Consider the following dataframe
import pandas as pd
df = pd.DataFrame({\'A\' : [1, 2, 3, 3, 4, 4, 5, 6, 7],
\'B\' : [\'a\',\'b\',\'c\',\'
Here's an alternative:
df[~((df[['A', 'B']].duplicated(keep=False)) & (df.isnull().any(axis=1)))]
# A B Col_1 Col_2
# 0 1 a NaN 2
# 1 2 b A 2
# 2 3 c A 3
# 4 4 d B 3
# 6 5 e B 4
# 7 6 f NaN 4
# 8 7 g NaN 5
This uses the bitwise "not" operator ~ to negate rows that meet the joint condition of being a duplicate row (the argument keep=False causes the method to evaluate to True for all non-unique rows) and containing at least one null value. So where the expression df[['A', 'B']].duplicated(keep=False) returns this Series:
# 0 False
# 1 False
# 2 True
# 3 True
# 4 True
# 5 True
# 6 False
# 7 False
# 8 False
...and the expression df.isnull().any(axis=1) returns this Series:
# 0 True
# 1 False
# 2 False
# 3 True
# 4 False
# 5 True
# 6 False
# 7 True
# 8 True
... we wrap both in parentheses (required by Pandas syntax whenever using multiple expressions in indexing operations), and then wrap them in parentheses again so that we can negate the entire expression (i.e. ~( ... )), like so:
~((df[['A','B']].duplicated(keep=False)) & (df.isnull().any(axis=1))) & (df['Col_2'] != 5)
# 0 True
# 1 True
# 2 True
# 3 False
# 4 True
# 5 False
# 6 True
# 7 True
# 8 False
You can build more complex conditions with further use of the logical operators & and | (the "or" operator). As with SQL, group your conditions as necessary with additional parentheses; for instance, filter based on the logic "both condition X AND condition Y are true, or condition Z is true" with df[ ( (X) & (Y) ) | (Z) ].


What you are asked to do
Gather every line from the entries below that includes "ffffff".

[Collected data entries]
------------------------------------------------------------------------
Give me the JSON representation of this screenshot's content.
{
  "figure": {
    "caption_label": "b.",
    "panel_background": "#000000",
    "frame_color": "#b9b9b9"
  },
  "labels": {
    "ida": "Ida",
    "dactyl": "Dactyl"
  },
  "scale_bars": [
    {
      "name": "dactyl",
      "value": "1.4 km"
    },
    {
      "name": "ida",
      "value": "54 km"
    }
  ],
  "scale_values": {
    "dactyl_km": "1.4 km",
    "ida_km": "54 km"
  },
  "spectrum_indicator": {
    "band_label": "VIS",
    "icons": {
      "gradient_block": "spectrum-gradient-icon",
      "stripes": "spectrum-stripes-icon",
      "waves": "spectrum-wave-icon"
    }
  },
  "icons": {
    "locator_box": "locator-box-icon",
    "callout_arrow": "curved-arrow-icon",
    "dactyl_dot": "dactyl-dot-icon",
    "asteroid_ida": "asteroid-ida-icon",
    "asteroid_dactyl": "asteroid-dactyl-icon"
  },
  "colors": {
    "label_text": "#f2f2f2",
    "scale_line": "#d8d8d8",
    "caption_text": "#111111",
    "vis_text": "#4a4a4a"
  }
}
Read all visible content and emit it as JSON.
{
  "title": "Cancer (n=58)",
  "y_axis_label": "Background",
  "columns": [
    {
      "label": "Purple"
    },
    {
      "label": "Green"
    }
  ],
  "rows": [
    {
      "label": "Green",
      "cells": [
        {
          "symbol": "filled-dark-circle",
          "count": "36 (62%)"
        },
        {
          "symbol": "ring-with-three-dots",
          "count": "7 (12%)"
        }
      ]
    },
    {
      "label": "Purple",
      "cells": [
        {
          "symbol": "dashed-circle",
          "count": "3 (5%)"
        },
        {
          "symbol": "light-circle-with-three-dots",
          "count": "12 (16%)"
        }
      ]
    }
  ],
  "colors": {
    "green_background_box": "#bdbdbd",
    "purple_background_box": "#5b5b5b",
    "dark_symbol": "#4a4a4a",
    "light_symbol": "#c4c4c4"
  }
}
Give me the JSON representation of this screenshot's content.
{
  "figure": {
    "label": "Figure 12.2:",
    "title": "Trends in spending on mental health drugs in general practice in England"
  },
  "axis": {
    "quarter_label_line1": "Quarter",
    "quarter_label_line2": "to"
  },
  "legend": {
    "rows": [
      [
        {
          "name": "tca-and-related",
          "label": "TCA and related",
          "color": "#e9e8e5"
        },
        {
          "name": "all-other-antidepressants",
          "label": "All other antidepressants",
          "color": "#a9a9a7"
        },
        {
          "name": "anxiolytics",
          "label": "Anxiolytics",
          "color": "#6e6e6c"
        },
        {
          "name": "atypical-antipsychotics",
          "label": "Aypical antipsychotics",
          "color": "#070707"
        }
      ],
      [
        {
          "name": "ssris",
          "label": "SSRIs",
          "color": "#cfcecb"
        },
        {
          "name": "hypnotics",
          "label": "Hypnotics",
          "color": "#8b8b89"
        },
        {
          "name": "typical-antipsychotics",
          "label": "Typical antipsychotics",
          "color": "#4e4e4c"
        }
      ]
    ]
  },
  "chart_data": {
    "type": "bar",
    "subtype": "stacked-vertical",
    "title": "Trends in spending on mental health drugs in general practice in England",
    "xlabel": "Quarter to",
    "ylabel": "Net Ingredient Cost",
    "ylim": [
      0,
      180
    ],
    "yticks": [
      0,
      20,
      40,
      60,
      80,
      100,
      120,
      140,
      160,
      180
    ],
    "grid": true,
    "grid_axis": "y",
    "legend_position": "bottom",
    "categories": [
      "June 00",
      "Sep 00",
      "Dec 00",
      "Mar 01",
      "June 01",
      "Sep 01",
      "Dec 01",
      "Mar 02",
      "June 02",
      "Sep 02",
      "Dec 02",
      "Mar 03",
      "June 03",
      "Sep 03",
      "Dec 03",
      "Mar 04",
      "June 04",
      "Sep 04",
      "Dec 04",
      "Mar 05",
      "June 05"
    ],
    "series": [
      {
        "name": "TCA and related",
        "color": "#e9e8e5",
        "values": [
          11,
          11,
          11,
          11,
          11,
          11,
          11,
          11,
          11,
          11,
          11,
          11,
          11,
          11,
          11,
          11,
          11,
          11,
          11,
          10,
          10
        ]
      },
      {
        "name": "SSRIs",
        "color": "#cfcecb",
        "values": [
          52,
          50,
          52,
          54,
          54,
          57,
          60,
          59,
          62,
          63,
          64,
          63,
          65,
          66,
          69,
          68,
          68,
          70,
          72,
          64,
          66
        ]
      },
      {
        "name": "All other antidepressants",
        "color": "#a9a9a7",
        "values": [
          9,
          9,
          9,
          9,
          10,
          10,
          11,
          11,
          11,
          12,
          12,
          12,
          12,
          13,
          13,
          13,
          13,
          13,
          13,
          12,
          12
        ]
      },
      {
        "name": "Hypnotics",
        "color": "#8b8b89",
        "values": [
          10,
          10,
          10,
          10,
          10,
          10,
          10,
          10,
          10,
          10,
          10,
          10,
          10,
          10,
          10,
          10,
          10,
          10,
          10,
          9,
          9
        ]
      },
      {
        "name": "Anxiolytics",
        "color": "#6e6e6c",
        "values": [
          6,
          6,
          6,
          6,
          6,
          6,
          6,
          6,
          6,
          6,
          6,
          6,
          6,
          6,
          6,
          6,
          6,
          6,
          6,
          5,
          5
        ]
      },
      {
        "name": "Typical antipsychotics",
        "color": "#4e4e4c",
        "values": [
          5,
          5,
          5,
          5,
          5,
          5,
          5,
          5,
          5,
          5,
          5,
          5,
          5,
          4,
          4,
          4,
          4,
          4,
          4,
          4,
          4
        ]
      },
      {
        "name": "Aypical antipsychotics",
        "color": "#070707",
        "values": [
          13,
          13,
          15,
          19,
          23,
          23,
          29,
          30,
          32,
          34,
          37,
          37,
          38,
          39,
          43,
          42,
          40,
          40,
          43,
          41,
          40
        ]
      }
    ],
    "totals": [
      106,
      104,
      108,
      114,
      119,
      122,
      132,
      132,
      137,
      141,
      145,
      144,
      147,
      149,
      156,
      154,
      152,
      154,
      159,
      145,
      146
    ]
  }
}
------------------------------------------------------------------------
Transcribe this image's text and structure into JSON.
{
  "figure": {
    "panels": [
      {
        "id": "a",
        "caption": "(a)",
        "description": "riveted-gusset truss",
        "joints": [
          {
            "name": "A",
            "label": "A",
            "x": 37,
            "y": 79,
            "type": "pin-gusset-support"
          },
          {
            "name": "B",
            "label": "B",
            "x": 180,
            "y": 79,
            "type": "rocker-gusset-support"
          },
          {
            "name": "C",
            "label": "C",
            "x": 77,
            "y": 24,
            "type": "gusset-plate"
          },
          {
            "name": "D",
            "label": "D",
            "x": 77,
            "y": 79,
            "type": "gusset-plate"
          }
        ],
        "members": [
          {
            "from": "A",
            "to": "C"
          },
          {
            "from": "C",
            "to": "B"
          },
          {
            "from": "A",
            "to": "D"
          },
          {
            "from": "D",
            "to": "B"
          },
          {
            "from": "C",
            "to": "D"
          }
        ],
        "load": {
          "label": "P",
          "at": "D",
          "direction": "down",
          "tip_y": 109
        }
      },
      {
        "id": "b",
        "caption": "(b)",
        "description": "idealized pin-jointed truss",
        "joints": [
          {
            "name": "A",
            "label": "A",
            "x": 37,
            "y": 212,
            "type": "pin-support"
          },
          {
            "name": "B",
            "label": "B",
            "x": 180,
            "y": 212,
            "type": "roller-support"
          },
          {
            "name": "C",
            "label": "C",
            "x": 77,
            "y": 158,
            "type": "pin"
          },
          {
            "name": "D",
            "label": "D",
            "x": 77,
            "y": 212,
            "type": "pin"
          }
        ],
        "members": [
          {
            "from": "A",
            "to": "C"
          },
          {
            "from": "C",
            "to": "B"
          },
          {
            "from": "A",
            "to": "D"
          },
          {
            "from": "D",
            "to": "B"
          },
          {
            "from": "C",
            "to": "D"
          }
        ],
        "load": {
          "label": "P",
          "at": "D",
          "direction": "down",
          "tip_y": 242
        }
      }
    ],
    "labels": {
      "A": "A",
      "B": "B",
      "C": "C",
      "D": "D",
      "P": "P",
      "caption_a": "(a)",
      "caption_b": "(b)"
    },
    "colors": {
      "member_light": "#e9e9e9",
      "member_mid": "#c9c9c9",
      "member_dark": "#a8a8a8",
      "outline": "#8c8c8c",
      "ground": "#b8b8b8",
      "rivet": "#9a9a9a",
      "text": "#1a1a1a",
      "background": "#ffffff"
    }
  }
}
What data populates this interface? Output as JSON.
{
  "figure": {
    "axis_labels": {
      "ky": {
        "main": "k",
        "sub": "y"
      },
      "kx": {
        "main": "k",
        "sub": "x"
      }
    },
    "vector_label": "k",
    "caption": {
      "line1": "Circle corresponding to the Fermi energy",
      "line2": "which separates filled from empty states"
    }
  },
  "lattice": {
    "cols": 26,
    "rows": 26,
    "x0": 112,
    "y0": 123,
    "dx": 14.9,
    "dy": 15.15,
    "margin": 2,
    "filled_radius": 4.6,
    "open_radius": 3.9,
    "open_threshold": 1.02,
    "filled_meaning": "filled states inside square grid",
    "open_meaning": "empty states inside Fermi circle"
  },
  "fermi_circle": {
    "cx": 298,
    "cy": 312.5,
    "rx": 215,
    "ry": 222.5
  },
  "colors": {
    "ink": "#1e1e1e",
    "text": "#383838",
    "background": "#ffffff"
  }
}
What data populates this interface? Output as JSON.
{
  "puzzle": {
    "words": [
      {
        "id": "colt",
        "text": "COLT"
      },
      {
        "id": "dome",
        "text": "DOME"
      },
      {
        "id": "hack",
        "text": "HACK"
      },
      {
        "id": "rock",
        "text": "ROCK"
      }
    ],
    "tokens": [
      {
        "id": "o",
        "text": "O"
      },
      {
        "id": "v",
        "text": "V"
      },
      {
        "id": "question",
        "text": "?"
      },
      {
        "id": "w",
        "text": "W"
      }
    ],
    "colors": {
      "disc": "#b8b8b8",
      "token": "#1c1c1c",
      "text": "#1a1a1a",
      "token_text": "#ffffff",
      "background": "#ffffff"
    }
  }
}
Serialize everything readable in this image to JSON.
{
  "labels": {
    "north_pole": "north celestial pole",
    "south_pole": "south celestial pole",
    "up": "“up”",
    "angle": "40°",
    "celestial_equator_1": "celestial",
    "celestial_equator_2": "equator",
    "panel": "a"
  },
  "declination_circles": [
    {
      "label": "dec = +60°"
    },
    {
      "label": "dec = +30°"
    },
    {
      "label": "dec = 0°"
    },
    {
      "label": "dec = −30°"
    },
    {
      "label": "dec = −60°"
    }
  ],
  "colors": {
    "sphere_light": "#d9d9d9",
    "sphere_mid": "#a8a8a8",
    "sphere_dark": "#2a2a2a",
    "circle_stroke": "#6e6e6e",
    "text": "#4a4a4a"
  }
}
------------------------------------------------------------------------
Expected output
      "background": "#ffffff"
    "background": "#ffffff"
      "token_text": "#ffffff",
      "background": "#ffffff"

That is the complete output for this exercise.